A Spanish–Swedish collaboration and a Japanese team were declared joint winners of the world’s second nanocar race. The 24-hour event saw eight single-molecule racers compete along a 4–6 nm wide track at the Center for Materials Elaboration and Structural Studies laboratory in Toulouse, France.

This was the second time nanocar builders have competed against each other, following the world’s first nanocar race, which was held at the same venue in 2017. Competitors used a remote-operated scanning tunnelling microscope to drag their nanocars along a track made from a pure gold crystal. The teams were judged on the total distance covered in the 24-hour period and also the number of turns they completed in a slalom section.

The Nanohispa team’s Sparc nanocar

The Nims-Mana team from the National Institute for Materials Science in Tsukuba, Japan, steered their porphyrin-based supramolecular nanocar, dubbed the Spider–slider, through 54 turns across a record-breaking 1054nm.

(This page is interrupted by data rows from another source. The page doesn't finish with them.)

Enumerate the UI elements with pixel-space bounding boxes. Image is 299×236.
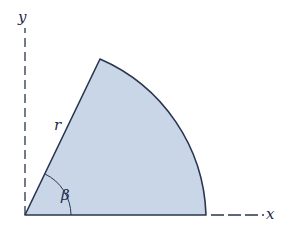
circular-sector: [25, 59, 206, 215]
x-axis-label: x: [266, 205, 275, 223]
sector-diagram: y x r β: [0, 0, 299, 236]
y-axis-label: y: [17, 8, 27, 26]
angle-label: β: [60, 186, 70, 204]
radius-label: r: [54, 116, 62, 134]
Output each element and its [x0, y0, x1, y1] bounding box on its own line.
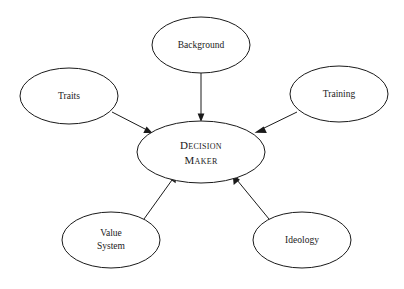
- node-ideology-label: Ideology: [285, 235, 319, 245]
- node-traits-label: Traits: [58, 91, 80, 101]
- node-decision-maker-label-line1: Decision: [180, 139, 222, 151]
- node-training-label: Training: [323, 89, 356, 99]
- edge-ideology-line: [237, 180, 269, 219]
- edge-ideology-to-center: [233, 174, 269, 219]
- edge-traits-line: [112, 112, 147, 130]
- edge-traits-to-center: [112, 112, 153, 133]
- node-training[interactable]: Training: [290, 66, 388, 122]
- edge-value-system-line: [144, 180, 172, 219]
- edge-background-to-center: [198, 73, 205, 122]
- diagram-root: Background Traits Training Value System …: [0, 0, 404, 289]
- node-value-system-label-line1: Value: [100, 228, 122, 238]
- edge-training-line: [260, 112, 297, 130]
- node-background-label: Background: [178, 40, 225, 50]
- node-value-system-ellipse[interactable]: [62, 212, 160, 268]
- node-decision-maker-ellipse[interactable]: [137, 121, 265, 183]
- edge-value-system-to-center: [144, 174, 176, 219]
- node-background[interactable]: Background: [152, 17, 250, 73]
- node-ideology[interactable]: Ideology: [253, 212, 351, 268]
- edge-training-to-center: [255, 112, 298, 133]
- node-traits[interactable]: Traits: [20, 68, 118, 124]
- node-decision-maker[interactable]: Decision Maker: [137, 121, 265, 183]
- node-value-system[interactable]: Value System: [62, 212, 160, 268]
- concept-map-canvas: Background Traits Training Value System …: [0, 0, 404, 289]
- node-decision-maker-label-line2: Maker: [184, 154, 217, 166]
- node-value-system-label-line2: System: [97, 241, 126, 251]
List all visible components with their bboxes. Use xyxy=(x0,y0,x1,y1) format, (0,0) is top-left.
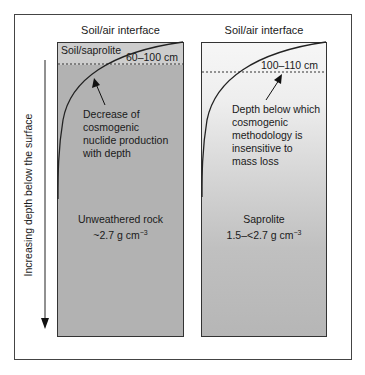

The Nanohispa team led by researchers from the Imdea Nanoscience Institute in Madrid, Spain, were declared joint winners after matching the Japanese team’s 54 slalom manoeuvres. The team describes its Sparc car as a ‘minimalistic’ hydrocarbon structure, consisting of an anthracene chassis with benzene and toluene wheels.

A livestream of the event was watched by more than 41,000 virtual spectators over a 26 hour period.